Home / Tech News / Featured Announcement / Gigabyte GTX960 G1 Gaming SOC Review

Gigabyte GTX960 G1 Gaming SOC Review

Nvidia's mid range GTX960 has been some time coming – almost a year after Maxwell was introduced with the GTX750ti. The GTX960 specifically targets the gaming audience with a budget restriction of £200. For many this is the gaming ‘sweet spot'.

Pricing information started to reach us on Wednesday and Nvidia confirmed that reference grade GTX960 solutions will be sold around the £159.99 inc vat mark in the UK. They didn't send us a sample of a reference card, placing the focus on custom, third party partner solutions.

According to Nvidia prices of custom partner cards in the UK will vary between £159.99 and £189.99. The Gigabyte GTX960 G1 Gaming is going to fit in at the top of the pricing scale.
back page
The Gigabyte GTX960 G1 Gaming is a big, beefy graphics card that could be visually mistaken for a flagship GTX980. Having tested so many high end cards lately, it was a nice change of pace to analyse GTX960 solutions today. If you are in the market for a new graphics card to pair up with a HDTV or 1080p panel, there are certainly no shortage of options available.

Noise levels from the three fan Windforce cooling solution are low, and when tasked with a lighter load, the fans disable completely. In reality, under most load situations you would be hard pressed to actually know the card is working hard. It is only when dealing with the more demanding Direct X 11 game engines that the fans will all activate to maintain a specific thermal curve.

As we have seen today, the GTX960 isn't redefining performance in the sub £200 sector. It delivers similar performance to an overclocked R9 285 which we tested back in September 2014. It does however significantly outperform the GTX760 and if you want to upgrade from a previous generation mid range Nvidia GPU it does make a lot of sense.

Placing a focus only on frame rate delivery is somewhat missing the point of the Maxwell architecture. The GTX960 runs much cooler and quieter than either R9 285 or GTX760 under load.

The Gigabyte GTX960 G1 Gaming is a slightly different take on the architecture when compared to the ASUS GTX960 Strix OC which we also reviewed today. Gigabyte have added an extra 6 pin power connector and increased the power demand a little to enhance overclocking stability. The G1 Gaming did moderately outperform the Asus solution when both were manually overclocked to the limit, although the caveat is that the Gigabyte card requires around 10-20 watts more under the same load situation.
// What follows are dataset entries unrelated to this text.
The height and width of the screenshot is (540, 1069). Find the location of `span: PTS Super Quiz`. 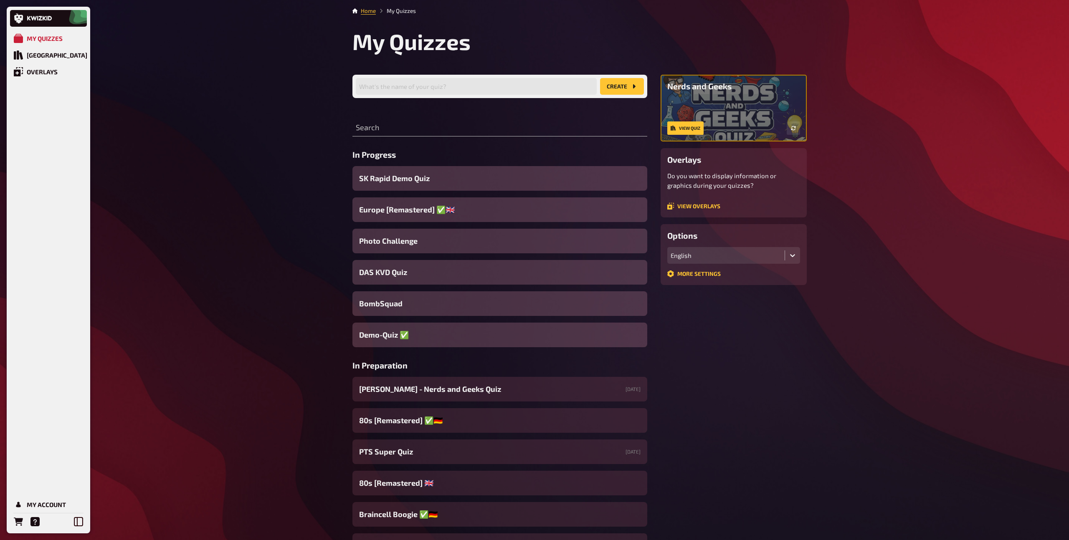

span: PTS Super Quiz is located at coordinates (386, 452).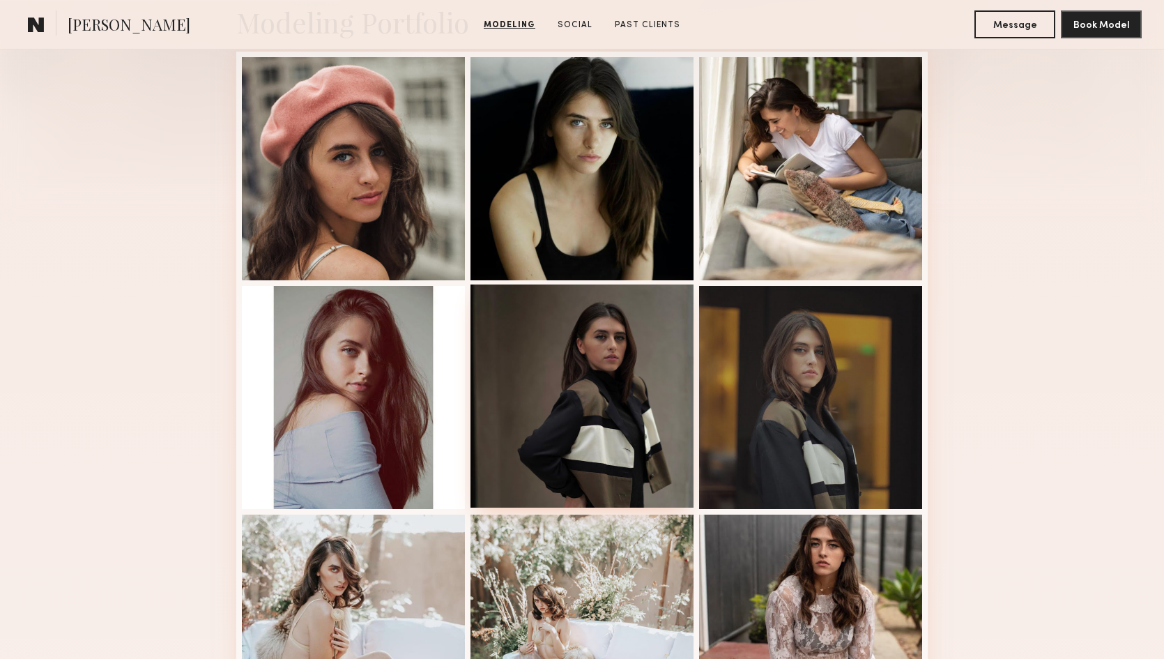  I want to click on button: Book Model, so click(1101, 24).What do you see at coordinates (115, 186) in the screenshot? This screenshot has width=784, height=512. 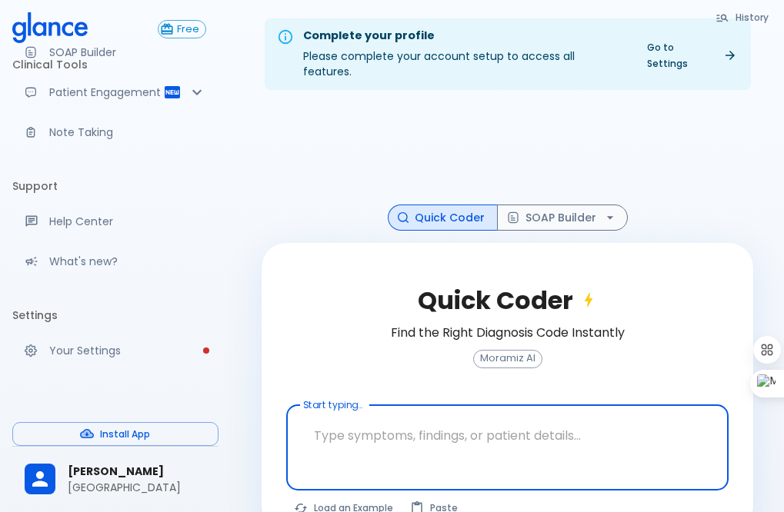 I see `li: Support` at bounding box center [115, 186].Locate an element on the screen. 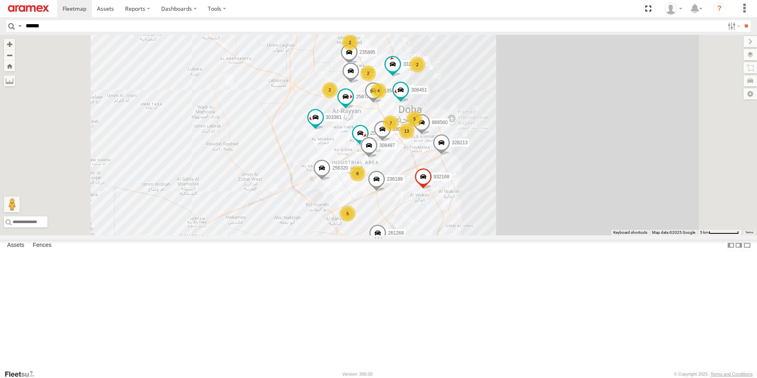  div: Mohammed Fahim is located at coordinates (673, 9).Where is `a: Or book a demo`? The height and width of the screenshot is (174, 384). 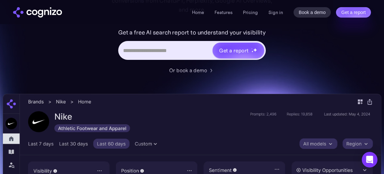 a: Or book a demo is located at coordinates (192, 70).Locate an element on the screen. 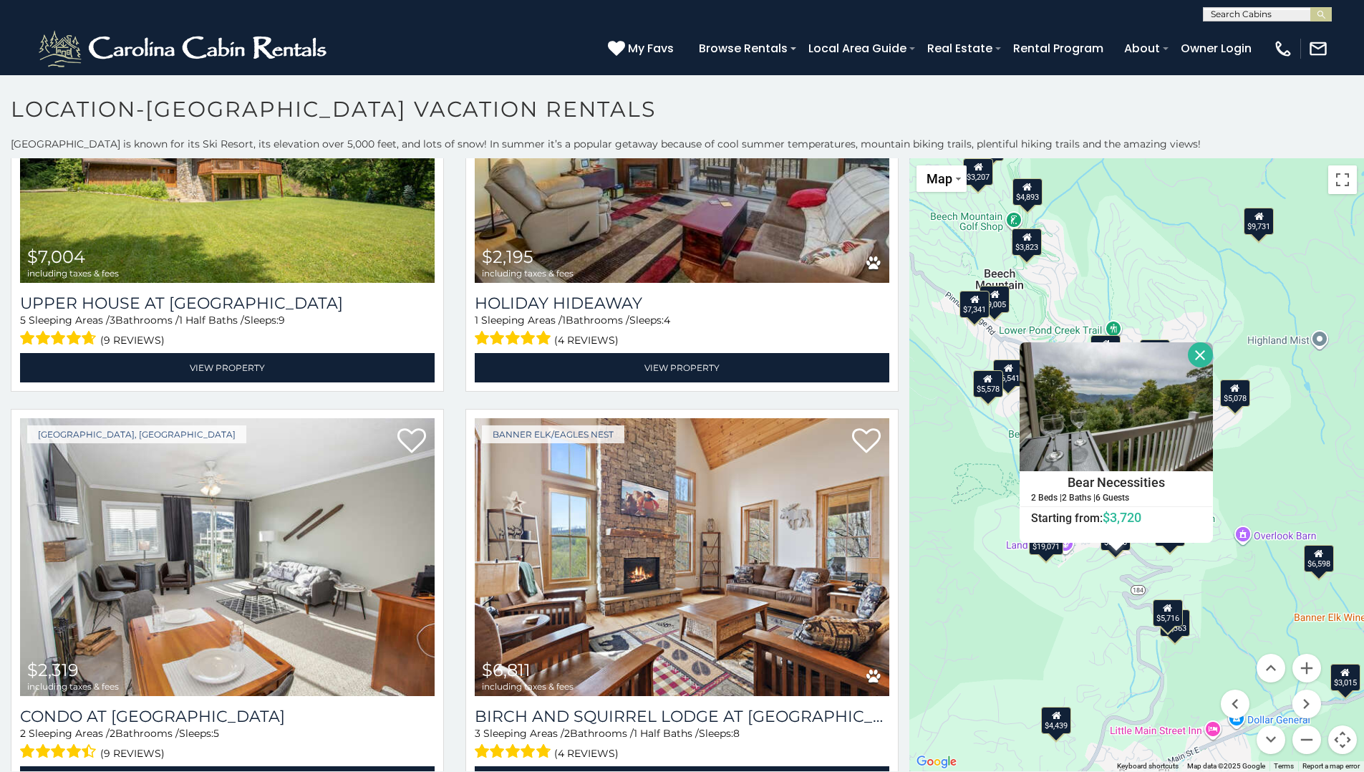 The width and height of the screenshot is (1364, 772). button: Change map style is located at coordinates (942, 178).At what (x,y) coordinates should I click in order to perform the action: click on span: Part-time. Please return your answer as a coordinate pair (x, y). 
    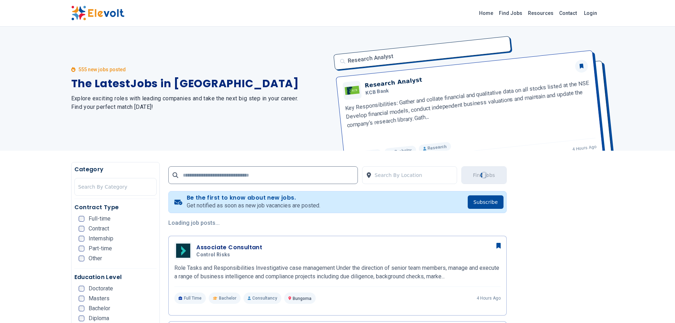
    Looking at the image, I should click on (100, 248).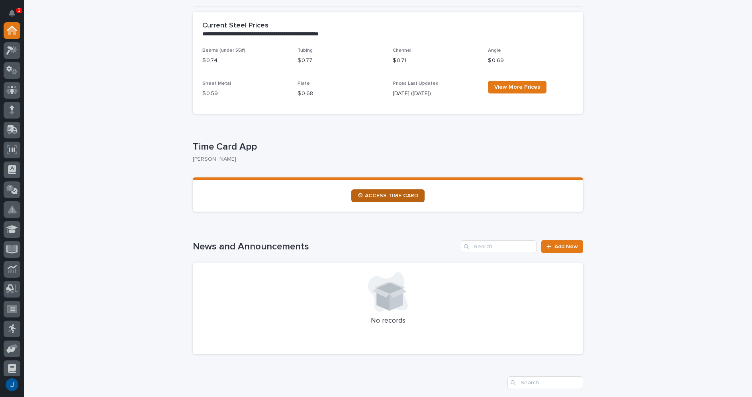  What do you see at coordinates (235, 26) in the screenshot?
I see `h2: Current Steel Prices` at bounding box center [235, 26].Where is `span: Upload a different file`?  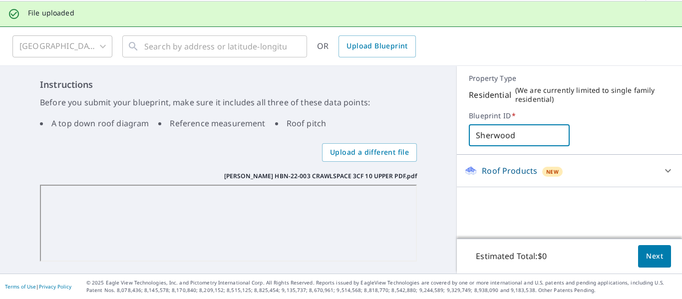
span: Upload a different file is located at coordinates (369, 152).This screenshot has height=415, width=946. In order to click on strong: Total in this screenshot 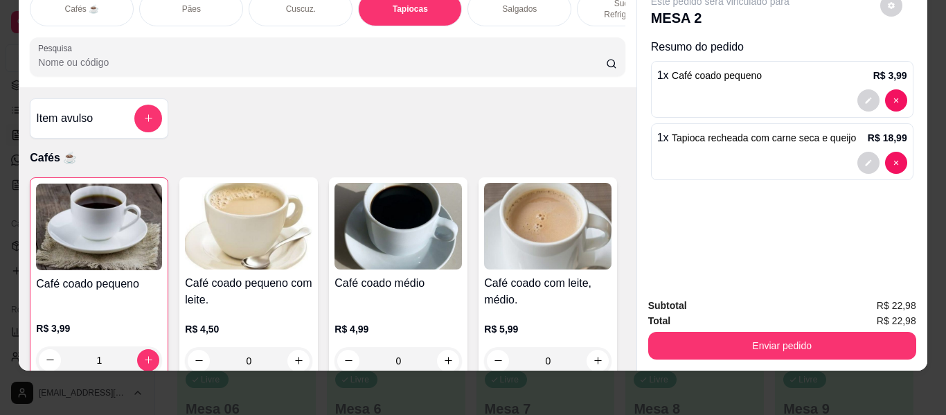, I will do `click(660, 321)`.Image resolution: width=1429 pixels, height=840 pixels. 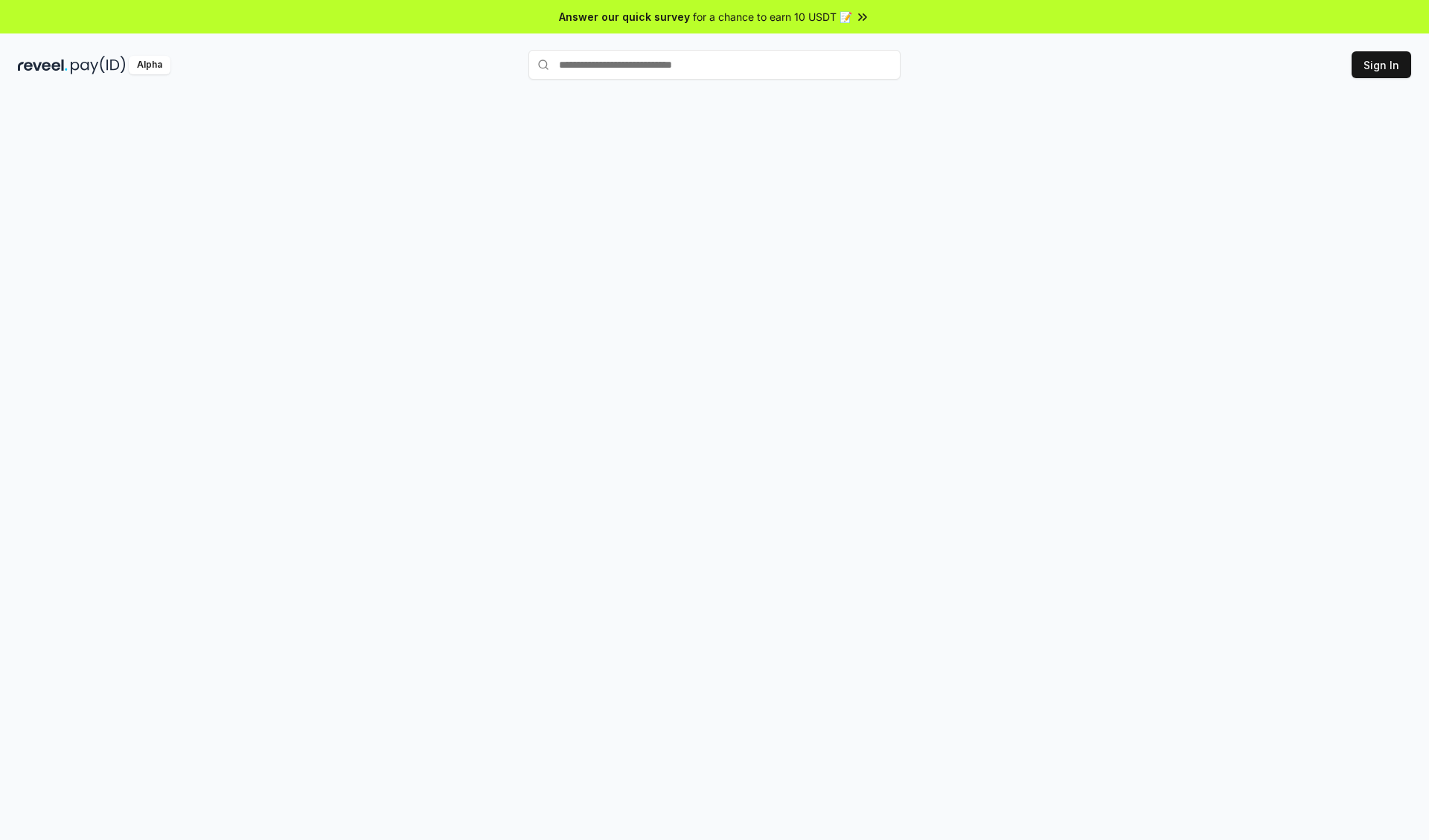 I want to click on span: for a chance to earn 10 USDT 📝, so click(x=772, y=17).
Discuss on our Facebook page, over HERE.

Pros:

  • Maxwell architecture is very efficient.
  • all metal construction.
  • very quiet under load, silent when idle.
  • low power consumption.
  • overclocks well.

Cons:

  • Isn't outperforming an overclocked AMD R9 285 at much the same price.
  • Could be clocked much higher out of the box.

Kitguru says: This is a big, serious looking graphics card that is more than capable of delivering smooth frame rates at 1080p with the latest Direct X 11 games.
WORTH BUYING

Become a Patron!

Rating: 8.5.

Check Also

First AMD UDNA GPUs expected in 2026

AMD's unreleased UDNA GPU architecture is back in the news, with a fresh leak suggesting …

3 comments

  1. How did you guys manage to not compare it to it’s bigger brother – the GTX 970 G1? How does the 960 compare to the current generation of cards? What about 960 SLI?

  2. From the power page “This card consumes more power than the Asus GTX960 Strix OC”. I believe as you don’t show that, I like others are confused thinking you mean the 750 Stix that’s shown. Perhaps clarify by saying “from the previous article” or put it’s results in the graph.

    Given that Sapphire Dual X (965 Mhz) while high out-the-box, it’s a fairly “midland” construction, especially with Gigabyte G1 pushing the envelope with 1,304 Mhz Boost (the upper 25% of what GM206 customs) and 3 fans. I thought that Sapphire 285 held up very well. Even power while gaming here appears much different than other reviews only besting the 285 by 15% (stock vs. stock). Noise and cooling given that cooler/fans and lower power, didn’t strike me as significantly distinguishing.

    Seeing that R9 285’s have gotten down into the $180’s (with rebate even lower,) this for a $230… I don’t see it. Nvidia didn’t offer much in marching the $200-1080p market forward, even to the point 285’s prices seem on the rebound.

  3. When does GTX 965 comes out? Anyone knows?